Researching youth in troubling times: Mess, method and ethical puzzles

Supported by the BSA Youth Study Group, in association with the Leeds Centre for Interdisciplinary Youth Research, this event is intended to facilitate reflection on how we ‘do’ youth research.

A BSA Youth Study Group event

The experiences and conditions of youth and young adulthood are a source of great interest within the discipline of sociology and beyond. The study of young people’s lives, transitions and aspirations has long been conceived as offering productive and unique opportunities to untangle wider processes of social change. As such youth research remains diverse and vibrant, particularly that which is concerned with the complex, and often fraught, issues of youth aspirations and transitions. Like all fields of social research, however, studies of youth are beset with a range of messy and discomfiting methodological and ethical puzzles, which are often hidden from view and ‘cleansed’ in the write-up of research publications. 

Supported by the BSA Youth Study Group, in association with the Leeds Centre for Interdisciplinary Youth Research, this one-day event is intended to facilitate reflection on how we ‘do’ youth research on young people’s transitions and aspirations, and the (ethical, methodological and emotional) challenges such work might present in contemporary times. In doing so, the event seeks to contribute to the on-going dialogue about the sometimes-messy conditions of knowledge production in which youth researchers operate.  We invite papers from youth researchers in sociology and sister disciplines, and across the career stage, to share the ethical and methodological challenges they have encountered or are currently grappling with. Papers may cover topics including but not limited to:

  • Recruitment, participation and informed consent
  • Researcher-Gatekeeper relations
  • Power and positionality in research
  • Navigating institutional ethics frameworks
  • Emotion, affect and the research encounter
  • The challenges of longitudinal qualitative research
  • The potential and limitations of creative, visual and mobile methods
  • Representing youth?: The ethics of representations and ‘giving voice’
  • ‘Impact’, dissemination and the challenges of ‘public sociology’ in youth research


Professor Tracy Shildrick (School of Sociology and Social Policy, University of Leeds; Co-Director of the Leeds Centre for Interdisciplinary Youth Research) will reflect upon, and consolidate, the key themes from the day.

There will be a small registration fee for attendees and participants, including a reduced rate for BSA members and concessionary rates for PGR students.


EXERCISE GOAL | Output only how many lines below contain "American".

PROVIDED DATA |
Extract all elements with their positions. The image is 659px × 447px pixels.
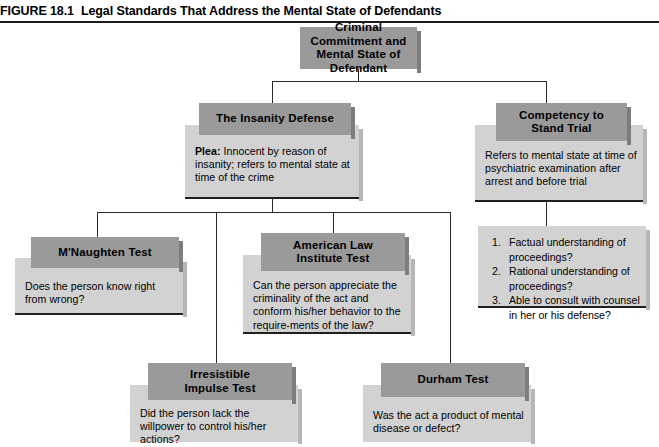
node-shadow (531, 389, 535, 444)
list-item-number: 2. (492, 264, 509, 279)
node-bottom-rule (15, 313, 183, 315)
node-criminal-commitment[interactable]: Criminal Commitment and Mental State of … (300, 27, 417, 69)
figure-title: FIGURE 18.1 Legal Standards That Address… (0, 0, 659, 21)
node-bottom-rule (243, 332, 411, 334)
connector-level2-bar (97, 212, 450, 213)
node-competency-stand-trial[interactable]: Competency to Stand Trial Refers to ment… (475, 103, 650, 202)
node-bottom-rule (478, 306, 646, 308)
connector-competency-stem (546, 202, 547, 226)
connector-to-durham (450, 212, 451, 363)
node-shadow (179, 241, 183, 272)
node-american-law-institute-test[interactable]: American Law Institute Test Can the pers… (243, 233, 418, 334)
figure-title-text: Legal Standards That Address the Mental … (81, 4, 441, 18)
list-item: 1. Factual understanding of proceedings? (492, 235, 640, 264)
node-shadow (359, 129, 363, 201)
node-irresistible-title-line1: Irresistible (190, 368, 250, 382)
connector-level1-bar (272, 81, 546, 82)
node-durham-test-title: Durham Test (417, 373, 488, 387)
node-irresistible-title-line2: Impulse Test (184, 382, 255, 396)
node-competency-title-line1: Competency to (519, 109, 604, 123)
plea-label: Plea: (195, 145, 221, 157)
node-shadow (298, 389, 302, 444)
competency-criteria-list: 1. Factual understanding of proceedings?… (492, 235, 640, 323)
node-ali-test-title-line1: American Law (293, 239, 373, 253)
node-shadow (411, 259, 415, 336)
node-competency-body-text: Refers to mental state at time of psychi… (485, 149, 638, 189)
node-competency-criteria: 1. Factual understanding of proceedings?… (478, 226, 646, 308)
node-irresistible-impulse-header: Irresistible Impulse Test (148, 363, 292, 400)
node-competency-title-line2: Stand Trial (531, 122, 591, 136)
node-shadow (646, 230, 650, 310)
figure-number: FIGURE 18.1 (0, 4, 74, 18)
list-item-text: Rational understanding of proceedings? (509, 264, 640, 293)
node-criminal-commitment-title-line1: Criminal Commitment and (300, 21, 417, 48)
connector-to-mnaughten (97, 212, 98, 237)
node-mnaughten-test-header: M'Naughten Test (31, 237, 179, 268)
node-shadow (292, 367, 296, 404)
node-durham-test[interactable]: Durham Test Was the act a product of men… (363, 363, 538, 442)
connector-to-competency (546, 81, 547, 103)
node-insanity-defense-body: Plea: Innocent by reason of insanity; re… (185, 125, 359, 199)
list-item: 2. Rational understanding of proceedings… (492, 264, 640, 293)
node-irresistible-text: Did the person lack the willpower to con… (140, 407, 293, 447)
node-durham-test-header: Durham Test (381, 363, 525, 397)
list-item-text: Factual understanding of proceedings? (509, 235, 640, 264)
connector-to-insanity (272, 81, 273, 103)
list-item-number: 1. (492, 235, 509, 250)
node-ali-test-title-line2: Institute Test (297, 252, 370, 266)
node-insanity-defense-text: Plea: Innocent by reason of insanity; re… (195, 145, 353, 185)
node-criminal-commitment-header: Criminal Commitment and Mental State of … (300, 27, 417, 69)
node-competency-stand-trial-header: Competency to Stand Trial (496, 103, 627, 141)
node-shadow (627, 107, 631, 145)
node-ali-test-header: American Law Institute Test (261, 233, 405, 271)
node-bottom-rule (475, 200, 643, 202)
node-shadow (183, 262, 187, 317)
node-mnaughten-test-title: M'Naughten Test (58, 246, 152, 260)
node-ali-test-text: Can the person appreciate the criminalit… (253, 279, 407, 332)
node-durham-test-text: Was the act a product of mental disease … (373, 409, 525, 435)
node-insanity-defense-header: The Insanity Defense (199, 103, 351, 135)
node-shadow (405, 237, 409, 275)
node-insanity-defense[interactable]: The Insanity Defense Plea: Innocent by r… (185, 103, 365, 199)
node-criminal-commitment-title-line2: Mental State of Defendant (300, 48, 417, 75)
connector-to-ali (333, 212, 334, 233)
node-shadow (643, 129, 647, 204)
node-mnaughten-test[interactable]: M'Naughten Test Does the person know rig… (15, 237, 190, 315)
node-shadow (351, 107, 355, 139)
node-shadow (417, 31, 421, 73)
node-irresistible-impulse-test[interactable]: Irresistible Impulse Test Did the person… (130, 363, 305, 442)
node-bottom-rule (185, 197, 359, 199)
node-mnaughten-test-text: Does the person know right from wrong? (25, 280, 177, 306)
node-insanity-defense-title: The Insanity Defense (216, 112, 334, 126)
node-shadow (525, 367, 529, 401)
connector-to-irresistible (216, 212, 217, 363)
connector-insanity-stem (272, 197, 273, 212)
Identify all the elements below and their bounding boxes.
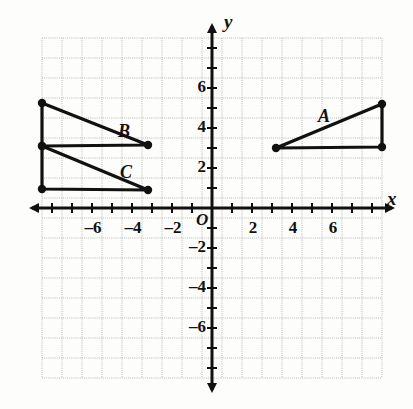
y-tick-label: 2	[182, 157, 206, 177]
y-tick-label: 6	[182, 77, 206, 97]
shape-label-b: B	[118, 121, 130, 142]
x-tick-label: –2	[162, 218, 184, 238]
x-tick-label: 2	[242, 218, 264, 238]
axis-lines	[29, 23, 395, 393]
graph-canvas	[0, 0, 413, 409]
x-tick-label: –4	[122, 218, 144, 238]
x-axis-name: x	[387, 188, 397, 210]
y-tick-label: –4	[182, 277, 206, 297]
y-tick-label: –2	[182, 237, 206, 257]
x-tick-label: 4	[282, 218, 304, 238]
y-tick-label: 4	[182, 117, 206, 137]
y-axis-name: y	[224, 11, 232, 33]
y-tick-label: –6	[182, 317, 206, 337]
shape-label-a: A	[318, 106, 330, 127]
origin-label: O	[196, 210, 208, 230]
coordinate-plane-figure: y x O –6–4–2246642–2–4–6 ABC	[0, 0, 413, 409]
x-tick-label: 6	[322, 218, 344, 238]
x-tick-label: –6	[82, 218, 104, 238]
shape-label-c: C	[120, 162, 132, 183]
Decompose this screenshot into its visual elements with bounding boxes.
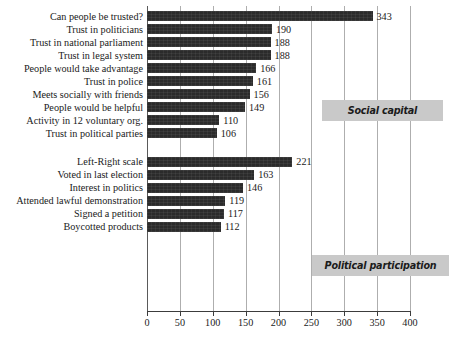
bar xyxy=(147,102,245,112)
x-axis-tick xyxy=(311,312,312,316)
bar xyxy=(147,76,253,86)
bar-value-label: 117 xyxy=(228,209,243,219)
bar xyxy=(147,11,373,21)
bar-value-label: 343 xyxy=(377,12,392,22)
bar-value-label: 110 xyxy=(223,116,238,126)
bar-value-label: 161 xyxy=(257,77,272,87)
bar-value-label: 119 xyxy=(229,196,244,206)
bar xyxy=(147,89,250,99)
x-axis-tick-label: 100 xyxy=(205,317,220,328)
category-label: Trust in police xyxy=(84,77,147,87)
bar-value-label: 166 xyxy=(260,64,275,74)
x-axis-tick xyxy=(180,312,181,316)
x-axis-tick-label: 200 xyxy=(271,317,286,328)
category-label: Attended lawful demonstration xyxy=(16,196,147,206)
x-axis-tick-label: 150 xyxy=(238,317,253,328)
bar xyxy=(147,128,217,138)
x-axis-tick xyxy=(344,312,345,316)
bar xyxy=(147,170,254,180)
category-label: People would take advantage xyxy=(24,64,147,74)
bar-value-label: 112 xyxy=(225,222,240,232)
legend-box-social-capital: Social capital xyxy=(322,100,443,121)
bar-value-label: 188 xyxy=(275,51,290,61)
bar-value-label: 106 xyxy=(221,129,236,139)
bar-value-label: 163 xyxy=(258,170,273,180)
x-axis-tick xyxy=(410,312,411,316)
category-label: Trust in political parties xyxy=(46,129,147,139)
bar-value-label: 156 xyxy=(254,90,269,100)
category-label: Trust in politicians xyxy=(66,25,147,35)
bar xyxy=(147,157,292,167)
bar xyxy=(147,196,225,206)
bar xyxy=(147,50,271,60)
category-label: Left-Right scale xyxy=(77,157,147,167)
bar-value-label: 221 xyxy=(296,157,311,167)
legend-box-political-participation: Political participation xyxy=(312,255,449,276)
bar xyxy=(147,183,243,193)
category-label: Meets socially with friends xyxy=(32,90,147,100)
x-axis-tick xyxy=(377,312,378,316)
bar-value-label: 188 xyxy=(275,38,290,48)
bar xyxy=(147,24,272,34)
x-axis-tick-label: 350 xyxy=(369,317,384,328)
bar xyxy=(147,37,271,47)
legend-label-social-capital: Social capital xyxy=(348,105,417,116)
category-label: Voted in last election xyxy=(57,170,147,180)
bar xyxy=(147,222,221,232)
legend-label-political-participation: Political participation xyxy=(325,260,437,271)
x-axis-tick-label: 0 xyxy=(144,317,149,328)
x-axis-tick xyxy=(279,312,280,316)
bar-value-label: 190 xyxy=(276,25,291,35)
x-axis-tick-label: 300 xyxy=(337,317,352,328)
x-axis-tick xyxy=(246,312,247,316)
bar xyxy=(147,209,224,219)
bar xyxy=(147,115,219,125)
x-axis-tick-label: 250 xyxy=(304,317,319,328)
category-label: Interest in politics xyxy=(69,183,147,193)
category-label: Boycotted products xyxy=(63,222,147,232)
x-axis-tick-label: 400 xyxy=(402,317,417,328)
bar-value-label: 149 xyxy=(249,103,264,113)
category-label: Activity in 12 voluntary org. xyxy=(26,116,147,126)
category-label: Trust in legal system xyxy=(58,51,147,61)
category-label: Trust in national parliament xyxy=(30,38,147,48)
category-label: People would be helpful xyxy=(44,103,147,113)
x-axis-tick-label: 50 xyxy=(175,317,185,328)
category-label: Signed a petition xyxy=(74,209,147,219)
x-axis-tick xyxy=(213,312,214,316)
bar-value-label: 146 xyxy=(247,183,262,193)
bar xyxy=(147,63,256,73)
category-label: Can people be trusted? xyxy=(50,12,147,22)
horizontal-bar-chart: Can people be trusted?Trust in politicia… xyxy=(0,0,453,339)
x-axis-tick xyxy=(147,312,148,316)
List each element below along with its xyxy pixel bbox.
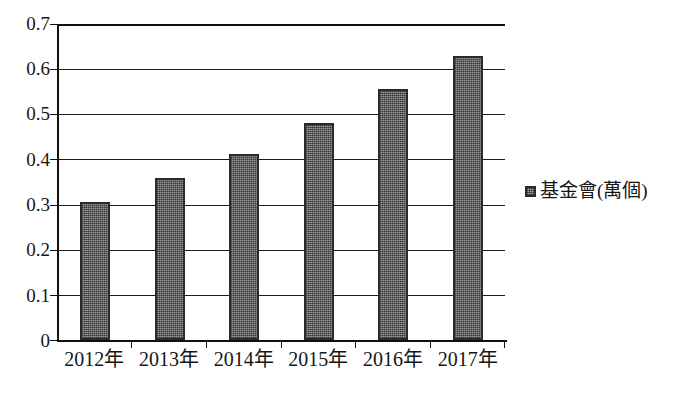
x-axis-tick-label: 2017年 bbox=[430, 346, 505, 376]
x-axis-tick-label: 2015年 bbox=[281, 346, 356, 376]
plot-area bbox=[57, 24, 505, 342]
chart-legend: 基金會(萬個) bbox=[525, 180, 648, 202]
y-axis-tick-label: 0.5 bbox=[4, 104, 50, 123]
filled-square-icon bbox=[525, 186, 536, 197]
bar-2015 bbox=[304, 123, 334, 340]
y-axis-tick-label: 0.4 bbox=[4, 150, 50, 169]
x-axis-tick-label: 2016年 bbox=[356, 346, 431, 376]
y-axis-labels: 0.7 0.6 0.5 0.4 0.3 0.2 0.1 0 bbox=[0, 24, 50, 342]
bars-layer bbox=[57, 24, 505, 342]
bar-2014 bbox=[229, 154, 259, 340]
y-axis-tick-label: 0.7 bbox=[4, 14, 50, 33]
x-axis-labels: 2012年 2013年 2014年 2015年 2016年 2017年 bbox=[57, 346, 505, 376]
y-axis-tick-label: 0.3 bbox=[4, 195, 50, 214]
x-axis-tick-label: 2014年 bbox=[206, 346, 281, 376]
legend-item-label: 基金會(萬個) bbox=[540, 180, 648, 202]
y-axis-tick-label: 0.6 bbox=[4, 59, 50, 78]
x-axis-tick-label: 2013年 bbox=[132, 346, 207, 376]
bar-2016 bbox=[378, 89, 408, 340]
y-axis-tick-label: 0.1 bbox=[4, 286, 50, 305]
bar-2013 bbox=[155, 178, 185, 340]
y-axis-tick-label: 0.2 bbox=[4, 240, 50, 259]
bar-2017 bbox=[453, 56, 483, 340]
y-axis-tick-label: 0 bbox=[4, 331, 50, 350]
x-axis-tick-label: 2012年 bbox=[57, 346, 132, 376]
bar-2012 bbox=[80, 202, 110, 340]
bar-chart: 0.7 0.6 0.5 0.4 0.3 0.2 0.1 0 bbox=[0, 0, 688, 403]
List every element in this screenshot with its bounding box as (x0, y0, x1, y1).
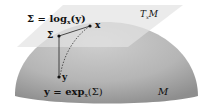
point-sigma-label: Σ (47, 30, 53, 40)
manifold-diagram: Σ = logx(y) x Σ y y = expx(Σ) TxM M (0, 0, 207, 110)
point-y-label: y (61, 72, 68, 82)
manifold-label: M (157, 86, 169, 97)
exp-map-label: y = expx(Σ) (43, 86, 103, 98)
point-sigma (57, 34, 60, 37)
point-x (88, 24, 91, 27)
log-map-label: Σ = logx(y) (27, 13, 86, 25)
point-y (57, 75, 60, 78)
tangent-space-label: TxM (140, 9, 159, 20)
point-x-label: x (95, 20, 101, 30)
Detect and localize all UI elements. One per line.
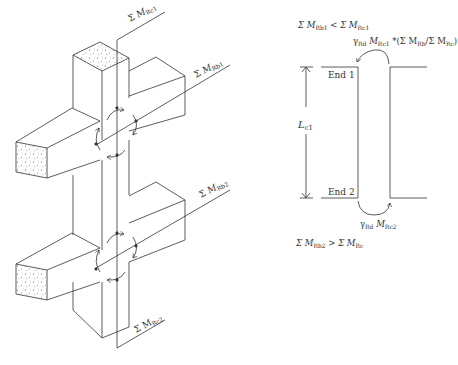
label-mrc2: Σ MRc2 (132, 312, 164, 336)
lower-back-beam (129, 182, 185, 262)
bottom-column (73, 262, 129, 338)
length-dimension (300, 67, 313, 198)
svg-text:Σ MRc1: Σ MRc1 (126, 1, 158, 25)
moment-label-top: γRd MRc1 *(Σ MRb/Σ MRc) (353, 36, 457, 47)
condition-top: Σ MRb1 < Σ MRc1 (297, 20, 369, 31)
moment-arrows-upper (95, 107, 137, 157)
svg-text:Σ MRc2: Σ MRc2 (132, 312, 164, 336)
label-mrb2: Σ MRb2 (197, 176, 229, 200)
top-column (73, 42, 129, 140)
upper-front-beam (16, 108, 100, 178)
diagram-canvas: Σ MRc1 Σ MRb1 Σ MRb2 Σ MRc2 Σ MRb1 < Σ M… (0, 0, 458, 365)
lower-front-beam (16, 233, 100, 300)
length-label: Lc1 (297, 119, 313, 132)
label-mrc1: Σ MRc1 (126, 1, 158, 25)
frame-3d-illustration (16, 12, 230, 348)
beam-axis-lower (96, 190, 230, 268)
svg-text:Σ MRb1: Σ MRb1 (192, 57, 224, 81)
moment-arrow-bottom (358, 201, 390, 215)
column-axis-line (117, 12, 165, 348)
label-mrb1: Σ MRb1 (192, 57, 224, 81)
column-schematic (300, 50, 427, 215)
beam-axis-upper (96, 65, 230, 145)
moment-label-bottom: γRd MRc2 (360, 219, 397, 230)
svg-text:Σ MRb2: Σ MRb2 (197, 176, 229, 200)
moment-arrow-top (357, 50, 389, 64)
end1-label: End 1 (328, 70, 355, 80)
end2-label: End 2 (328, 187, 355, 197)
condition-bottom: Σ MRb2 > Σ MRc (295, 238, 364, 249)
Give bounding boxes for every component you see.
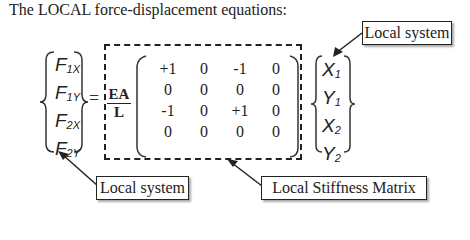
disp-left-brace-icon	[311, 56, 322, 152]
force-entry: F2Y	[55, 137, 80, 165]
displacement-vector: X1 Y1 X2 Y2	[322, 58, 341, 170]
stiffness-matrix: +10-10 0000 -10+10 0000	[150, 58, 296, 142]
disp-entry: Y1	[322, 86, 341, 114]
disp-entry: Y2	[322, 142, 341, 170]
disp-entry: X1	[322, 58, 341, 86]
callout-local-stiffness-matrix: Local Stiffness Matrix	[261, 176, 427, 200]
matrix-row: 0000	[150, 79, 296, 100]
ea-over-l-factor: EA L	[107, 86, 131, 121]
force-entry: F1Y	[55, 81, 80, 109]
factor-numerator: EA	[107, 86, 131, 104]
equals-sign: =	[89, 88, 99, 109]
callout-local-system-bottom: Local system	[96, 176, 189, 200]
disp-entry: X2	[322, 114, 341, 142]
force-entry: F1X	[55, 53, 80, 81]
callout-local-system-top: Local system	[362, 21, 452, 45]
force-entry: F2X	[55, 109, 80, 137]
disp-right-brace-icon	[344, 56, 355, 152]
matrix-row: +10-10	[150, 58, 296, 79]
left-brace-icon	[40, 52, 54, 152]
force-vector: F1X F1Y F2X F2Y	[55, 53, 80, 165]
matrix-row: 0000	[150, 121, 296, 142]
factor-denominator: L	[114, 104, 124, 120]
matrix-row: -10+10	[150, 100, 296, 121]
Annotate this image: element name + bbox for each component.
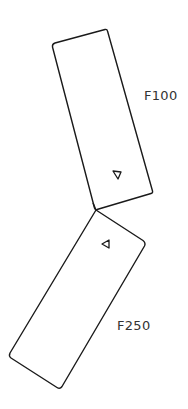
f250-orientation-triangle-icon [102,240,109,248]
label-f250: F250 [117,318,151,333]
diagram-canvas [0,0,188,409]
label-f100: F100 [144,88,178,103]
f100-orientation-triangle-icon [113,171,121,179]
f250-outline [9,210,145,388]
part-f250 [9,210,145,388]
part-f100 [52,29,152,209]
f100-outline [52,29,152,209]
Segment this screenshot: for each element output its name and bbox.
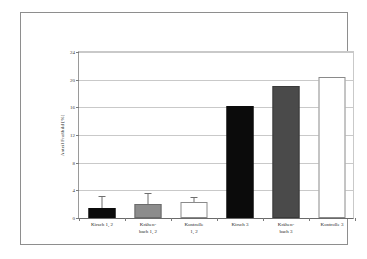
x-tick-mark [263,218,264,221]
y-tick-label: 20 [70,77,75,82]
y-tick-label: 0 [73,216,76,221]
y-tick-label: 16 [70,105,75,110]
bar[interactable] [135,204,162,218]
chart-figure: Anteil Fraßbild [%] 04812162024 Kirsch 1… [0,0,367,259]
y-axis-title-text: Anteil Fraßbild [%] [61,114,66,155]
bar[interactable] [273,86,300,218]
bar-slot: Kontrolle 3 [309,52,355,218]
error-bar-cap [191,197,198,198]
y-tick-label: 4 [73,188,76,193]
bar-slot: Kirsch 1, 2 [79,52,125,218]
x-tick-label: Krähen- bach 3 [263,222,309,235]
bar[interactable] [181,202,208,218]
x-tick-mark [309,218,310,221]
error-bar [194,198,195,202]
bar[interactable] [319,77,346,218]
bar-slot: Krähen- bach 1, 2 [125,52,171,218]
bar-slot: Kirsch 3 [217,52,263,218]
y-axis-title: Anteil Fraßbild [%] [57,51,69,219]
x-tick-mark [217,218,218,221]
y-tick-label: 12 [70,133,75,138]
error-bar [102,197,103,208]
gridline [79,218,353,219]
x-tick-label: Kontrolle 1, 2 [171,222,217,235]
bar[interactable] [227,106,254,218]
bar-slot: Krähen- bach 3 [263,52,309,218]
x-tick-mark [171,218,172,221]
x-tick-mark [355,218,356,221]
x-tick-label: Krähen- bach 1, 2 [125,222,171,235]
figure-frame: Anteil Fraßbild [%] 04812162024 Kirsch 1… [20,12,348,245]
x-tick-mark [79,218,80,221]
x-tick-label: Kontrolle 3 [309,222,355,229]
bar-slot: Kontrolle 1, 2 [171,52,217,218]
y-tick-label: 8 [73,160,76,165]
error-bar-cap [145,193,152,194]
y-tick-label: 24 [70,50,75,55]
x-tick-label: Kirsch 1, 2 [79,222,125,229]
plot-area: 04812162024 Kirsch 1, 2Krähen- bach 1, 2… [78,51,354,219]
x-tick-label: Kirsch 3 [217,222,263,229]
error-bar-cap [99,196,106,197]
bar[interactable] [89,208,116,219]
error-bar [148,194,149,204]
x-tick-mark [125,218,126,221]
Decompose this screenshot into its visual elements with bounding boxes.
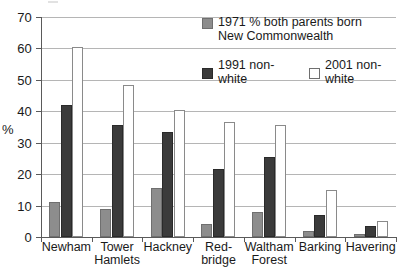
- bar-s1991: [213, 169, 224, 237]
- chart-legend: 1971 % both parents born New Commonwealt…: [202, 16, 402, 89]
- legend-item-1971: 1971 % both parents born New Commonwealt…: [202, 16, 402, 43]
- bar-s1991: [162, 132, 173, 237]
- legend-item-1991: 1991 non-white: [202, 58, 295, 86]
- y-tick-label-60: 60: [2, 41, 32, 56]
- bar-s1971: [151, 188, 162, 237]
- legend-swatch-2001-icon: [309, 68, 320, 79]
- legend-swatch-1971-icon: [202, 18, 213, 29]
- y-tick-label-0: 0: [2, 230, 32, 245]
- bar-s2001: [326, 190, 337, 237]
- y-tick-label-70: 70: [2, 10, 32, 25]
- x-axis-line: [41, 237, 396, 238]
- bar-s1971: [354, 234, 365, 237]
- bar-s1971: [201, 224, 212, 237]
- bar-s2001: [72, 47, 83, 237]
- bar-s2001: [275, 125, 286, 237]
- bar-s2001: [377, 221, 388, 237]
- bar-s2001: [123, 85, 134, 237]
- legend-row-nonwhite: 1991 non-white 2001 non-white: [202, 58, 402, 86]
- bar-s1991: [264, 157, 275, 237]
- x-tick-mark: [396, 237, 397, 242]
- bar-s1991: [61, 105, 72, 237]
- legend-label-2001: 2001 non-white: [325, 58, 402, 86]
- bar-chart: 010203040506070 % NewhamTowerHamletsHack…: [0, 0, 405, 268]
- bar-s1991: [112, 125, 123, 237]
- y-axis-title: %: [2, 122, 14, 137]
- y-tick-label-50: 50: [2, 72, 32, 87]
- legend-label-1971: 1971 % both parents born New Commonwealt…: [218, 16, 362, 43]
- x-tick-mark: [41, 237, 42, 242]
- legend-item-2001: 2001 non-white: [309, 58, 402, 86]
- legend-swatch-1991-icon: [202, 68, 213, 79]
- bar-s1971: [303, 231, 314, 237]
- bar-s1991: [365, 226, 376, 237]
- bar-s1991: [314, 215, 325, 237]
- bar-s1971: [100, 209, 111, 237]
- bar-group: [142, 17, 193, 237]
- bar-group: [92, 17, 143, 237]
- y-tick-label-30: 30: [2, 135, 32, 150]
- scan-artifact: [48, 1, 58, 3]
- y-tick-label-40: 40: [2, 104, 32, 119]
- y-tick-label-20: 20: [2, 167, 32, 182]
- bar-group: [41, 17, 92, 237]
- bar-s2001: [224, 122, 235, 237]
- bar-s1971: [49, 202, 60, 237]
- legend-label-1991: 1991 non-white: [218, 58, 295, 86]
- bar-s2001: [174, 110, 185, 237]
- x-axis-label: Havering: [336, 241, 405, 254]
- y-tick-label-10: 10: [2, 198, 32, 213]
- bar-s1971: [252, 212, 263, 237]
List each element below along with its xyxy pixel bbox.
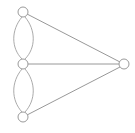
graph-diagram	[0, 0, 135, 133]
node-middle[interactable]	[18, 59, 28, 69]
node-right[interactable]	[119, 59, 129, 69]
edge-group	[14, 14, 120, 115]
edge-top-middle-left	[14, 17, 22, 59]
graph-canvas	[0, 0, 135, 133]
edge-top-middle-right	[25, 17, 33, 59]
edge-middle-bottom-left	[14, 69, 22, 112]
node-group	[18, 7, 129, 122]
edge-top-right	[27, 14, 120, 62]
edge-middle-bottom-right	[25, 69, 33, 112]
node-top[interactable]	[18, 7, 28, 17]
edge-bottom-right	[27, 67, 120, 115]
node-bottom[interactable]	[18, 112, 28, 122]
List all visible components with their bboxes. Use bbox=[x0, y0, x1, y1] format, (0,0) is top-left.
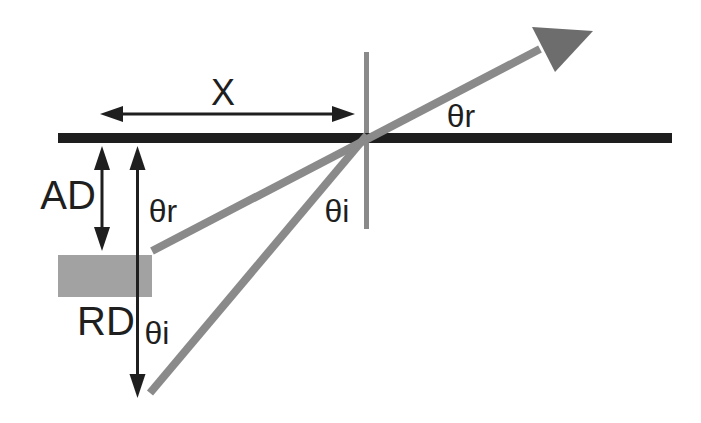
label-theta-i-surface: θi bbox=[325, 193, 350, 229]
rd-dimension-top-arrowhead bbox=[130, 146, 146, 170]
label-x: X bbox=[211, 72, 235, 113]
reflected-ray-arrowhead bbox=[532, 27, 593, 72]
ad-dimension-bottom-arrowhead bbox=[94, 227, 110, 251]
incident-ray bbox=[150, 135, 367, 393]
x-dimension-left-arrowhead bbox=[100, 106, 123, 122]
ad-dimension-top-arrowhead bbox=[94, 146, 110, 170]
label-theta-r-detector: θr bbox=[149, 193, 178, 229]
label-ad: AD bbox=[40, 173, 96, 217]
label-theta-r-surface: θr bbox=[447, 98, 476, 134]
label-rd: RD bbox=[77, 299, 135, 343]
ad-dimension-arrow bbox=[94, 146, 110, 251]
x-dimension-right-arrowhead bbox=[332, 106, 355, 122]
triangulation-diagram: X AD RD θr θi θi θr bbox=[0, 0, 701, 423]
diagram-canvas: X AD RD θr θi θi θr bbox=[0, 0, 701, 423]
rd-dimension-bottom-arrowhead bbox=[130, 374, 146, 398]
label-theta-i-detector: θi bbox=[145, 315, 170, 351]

PROBLEM SOLUTION | 3